🪙 The Bitcoin Standard: Will Cryptocurrency Replace Gold and Who Actually Came Up With It?
The Ghost of Gold: From Bit Gold to Bitcoin
In the late 1990s, cryptographer Nick Szabo created the Bit gold project — a decentralized currency with a fixed supply, similar to gold. The idea was never launched, but the image of “digital gold” took hold in the minds of crypto enthusiasts for a long time.

Szabo brought to the industry not only technology but also the “ghost of gold” — a metaphor that still lingers in the minds of investors and journalists.
How the Digital Gold Myth Was Born
Satoshi Nakamoto did not write about gold in the whitepaper. Bitcoin was designed as a peer-to-peer electronic currency. The only mention of precious metal relates to Proof-of-Work.

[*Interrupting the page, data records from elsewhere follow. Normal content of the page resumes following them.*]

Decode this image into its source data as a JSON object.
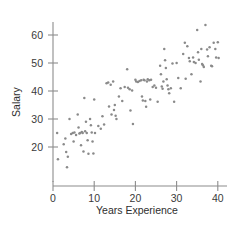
{
  "chart_data": {
    "type": "scatter",
    "title": "",
    "xlabel": "Years Experience",
    "ylabel": "Salary",
    "xlim": [
      0,
      41
    ],
    "ylim": [
      12,
      66
    ],
    "xticks": [
      0,
      10,
      20,
      30,
      40
    ],
    "yticks": [
      20,
      30,
      40,
      50,
      60
    ],
    "xtick_labels": [
      "0",
      "10",
      "20",
      "30",
      "40"
    ],
    "ytick_labels": [
      "20",
      "30",
      "40",
      "50",
      "60"
    ],
    "grid": false,
    "legend": false,
    "marker_color": "#8a8a8a",
    "axis_color": "#8c8c8c",
    "points": [
      [
        1.0,
        25.0
      ],
      [
        1.2,
        15.6
      ],
      [
        2.6,
        21.0
      ],
      [
        3.0,
        23.0
      ],
      [
        3.2,
        18.2
      ],
      [
        3.4,
        12.8
      ],
      [
        3.6,
        16.5
      ],
      [
        4.0,
        30.0
      ],
      [
        4.4,
        24.6
      ],
      [
        4.8,
        25.0
      ],
      [
        5.0,
        22.0
      ],
      [
        5.2,
        25.2
      ],
      [
        5.6,
        24.3
      ],
      [
        6.0,
        31.6
      ],
      [
        6.2,
        27.0
      ],
      [
        6.4,
        24.8
      ],
      [
        6.6,
        25.0
      ],
      [
        6.8,
        20.6
      ],
      [
        7.0,
        25.4
      ],
      [
        7.2,
        25.0
      ],
      [
        7.4,
        18.4
      ],
      [
        7.6,
        37.5
      ],
      [
        7.8,
        25.6
      ],
      [
        8.0,
        29.0
      ],
      [
        8.2,
        25.0
      ],
      [
        8.4,
        22.4
      ],
      [
        8.6,
        17.6
      ],
      [
        9.0,
        30.0
      ],
      [
        9.2,
        27.8
      ],
      [
        9.4,
        25.2
      ],
      [
        9.6,
        22.0
      ],
      [
        9.8,
        17.7
      ],
      [
        10.0,
        37.0
      ],
      [
        10.2,
        25.0
      ],
      [
        11.0,
        27.5
      ],
      [
        11.6,
        26.5
      ],
      [
        12.0,
        31.0
      ],
      [
        12.4,
        28.0
      ],
      [
        13.0,
        42.8
      ],
      [
        13.4,
        43.0
      ],
      [
        13.6,
        34.5
      ],
      [
        14.0,
        42.2
      ],
      [
        14.2,
        31.6
      ],
      [
        14.6,
        43.4
      ],
      [
        14.8,
        33.2
      ],
      [
        15.0,
        35.0
      ],
      [
        15.2,
        31.2
      ],
      [
        15.4,
        30.0
      ],
      [
        16.0,
        38.0
      ],
      [
        16.4,
        41.0
      ],
      [
        16.8,
        36.4
      ],
      [
        17.4,
        41.4
      ],
      [
        18.0,
        47.8
      ],
      [
        18.2,
        41.2
      ],
      [
        18.6,
        40.6
      ],
      [
        18.8,
        33.0
      ],
      [
        19.2,
        40.2
      ],
      [
        19.4,
        28.2
      ],
      [
        20.0,
        44.0
      ],
      [
        20.2,
        43.4
      ],
      [
        20.6,
        43.2
      ],
      [
        21.0,
        43.6
      ],
      [
        21.4,
        43.8
      ],
      [
        21.6,
        38.0
      ],
      [
        21.8,
        36.6
      ],
      [
        22.0,
        44.0
      ],
      [
        22.2,
        43.8
      ],
      [
        22.4,
        36.4
      ],
      [
        22.6,
        34.4
      ],
      [
        22.8,
        43.4
      ],
      [
        23.0,
        44.2
      ],
      [
        23.4,
        43.8
      ],
      [
        23.6,
        37.0
      ],
      [
        23.8,
        44.0
      ],
      [
        24.2,
        41.4
      ],
      [
        24.6,
        42.0
      ],
      [
        25.0,
        41.2
      ],
      [
        25.4,
        36.2
      ],
      [
        26.0,
        49.0
      ],
      [
        26.2,
        46.0
      ],
      [
        26.4,
        41.6
      ],
      [
        26.6,
        40.8
      ],
      [
        26.8,
        43.4
      ],
      [
        27.0,
        55.0
      ],
      [
        27.2,
        51.0
      ],
      [
        27.4,
        48.2
      ],
      [
        27.6,
        44.2
      ],
      [
        27.8,
        42.0
      ],
      [
        28.0,
        40.6
      ],
      [
        28.2,
        39.2
      ],
      [
        28.6,
        41.0
      ],
      [
        29.0,
        49.8
      ],
      [
        29.4,
        36.2
      ],
      [
        30.0,
        50.0
      ],
      [
        30.4,
        44.6
      ],
      [
        31.0,
        41.0
      ],
      [
        31.6,
        53.2
      ],
      [
        32.0,
        57.2
      ],
      [
        32.2,
        44.4
      ],
      [
        32.6,
        56.0
      ],
      [
        33.0,
        51.8
      ],
      [
        33.2,
        50.6
      ],
      [
        33.6,
        46.0
      ],
      [
        34.0,
        52.0
      ],
      [
        34.2,
        50.4
      ],
      [
        34.6,
        50.0
      ],
      [
        35.0,
        61.8
      ],
      [
        35.2,
        53.8
      ],
      [
        35.4,
        51.2
      ],
      [
        35.8,
        43.4
      ],
      [
        36.0,
        55.0
      ],
      [
        36.2,
        49.6
      ],
      [
        36.4,
        49.2
      ],
      [
        36.6,
        48.6
      ],
      [
        37.0,
        63.6
      ],
      [
        37.4,
        54.8
      ],
      [
        37.6,
        52.4
      ],
      [
        38.0,
        55.6
      ],
      [
        38.4,
        49.0
      ],
      [
        38.6,
        48.8
      ],
      [
        39.0,
        57.2
      ],
      [
        39.4,
        55.0
      ],
      [
        39.6,
        52.0
      ],
      [
        40.0,
        57.4
      ],
      [
        40.2,
        51.8
      ]
    ]
  }
}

Fragment mentioning gold. Source.
However, the metaphor stuck. In 2011, Charlie Lee called Litecoin the “silver” to Bitcoin’s “gold.” In 2015, New York Times journalist Nathaniel Popper published Digital Gold, cementing the term.

Investors then joined in: the Winklevoss twins, BlackRock executives, etc. For example, in September 2020, Michael Saylor, CEO of Strategy, called Bitcoin “digital gold” and included it as the main corporate reserve asset.

After Donald Trump’s victory in 2024, the idea reached the White House.

Eric Trump speaks at Consensus 2025.
Precious Metal Simulation and the S2F Model
Why is the analogy convenient? Bitcoin has “gold-like” properties:
- limited supply (21 million coins);
- costly mining (energy and computations instead of pickaxe and shovel);
- gradual emission reduction (halving instead of resource depletion);
- divisibility (satoshis instead of bars).
Analyst PlanB proposed the Stock-to-Flow (S2F) model in 2019, borrowed from the gold market. It showed impressive correlation with Bitcoin’s price, although critics argue the forecasts are overly idealized.

Bitcoin price relative to the S2F curve. Data: Bitbo.

Bitcoin price dynamics around halvings. Data: Bitbo.
Gold vs Bitcoin: Who Plays Which Role
In practice, it’s more complicated:
- Bitcoin’s returns are more correlated with stock indices than gold;
- During crises, gold stabilizes capital, while Bitcoin tends to follow stocks;
- Cryptocurrency moves in a “four-year halving rhythm,” whereas gold reacts to inflation, interest rates, and geopolitics.
Gold has no built-in “mechanism” that regularly triggers price growth or decline. Its value is influenced by crises, inflation spikes, and geopolitical instability. In calm periods, gold can remain in a sideways trend for years or gradually lose value, then surge sharply, as in 2008 and 2022.

Gold price dynamics. Data: TradingView.
Is a Paradigm Shift Possible?
Bitcoin’s volatility has decreased in recent years, largely due to institutional capital and ETF inflows. The US is already discussing a strategic crypto reserve.
If governments start including Bitcoin in a “Gold Reserve 2.0,” the paradigm could indeed shift.
One difference between the two metals and Bitcoin is that gold and silver exist both physically and digitally, whereas Bitcoin exists only digitally.

💰 Conclusion: Gold vs Bitcoin
Gold is the time-tested senior cashier of global value. Bitcoin is its digital trainee, still learning to preserve capital.
In the short term, the cryptocurrency behaves like a risky stock market asset. In the long term, it has the potential to become a true “reserve metal” of the digital age.
Key question: Do investors have enough faith and governments enough courage to bet on the “new gold bearer”?